Islamist extremist Harry S. wasn’t in Syria for long. But during his stay there, he claims, Islamic State leaders repeatedly tried to recruit him to commit terror attacks in Germany. Security officials believe he could be telling the truth.
It was an early summer morning in the Syrian desert, with not a cloud in the sky, when Mohamed Mahmoud asked those gathered around him: “Here are some prisoners. Which of you wants to waste them?”
Not long before, Islamic State (IS) had taken the city of Palmyra, and now jihadists from Germany and Austria were to participate in the executions of some of the prisoners taken in the operation. They drove to the site of the executions in Toyota pick-ups, bringing along an IS camera team in order to document the atrocity in the city of antique ruins. Even then, Mohamed Mahmoud was known to German security officials for his repeated propaganda-video calls to join the jihad. On that early summer day in Palmyra, though, he didn’t just incite others. He grabbed a Kalashnikov himself and began firing. That day, Mahmoud and his group of executioners are thought to have killed six or seven prisoners.
The story comes from someone who was in Palmyra on that day: Harry S., a 27-year-old from Bremen. “I saw it all,” he says.

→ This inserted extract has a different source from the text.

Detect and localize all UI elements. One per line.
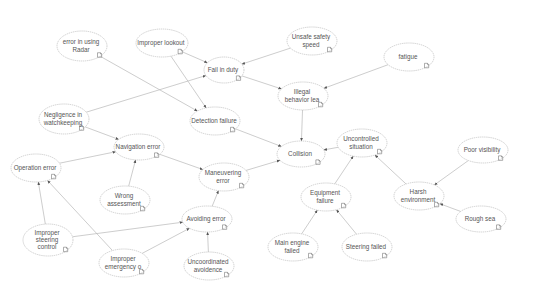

Harry S. returned to Germany from Syria and is now in investigative custody. He has told security officials everything about the brief time he spent with Islamic State and has also demonstrated his readiness to deliver extensive testimony to German public prosecutors. He stands accused of membership in a terrorist group. His lawyer Udo Würtz declined to offer a detailed response when contacted, but said of his client: “He wants to come clean.”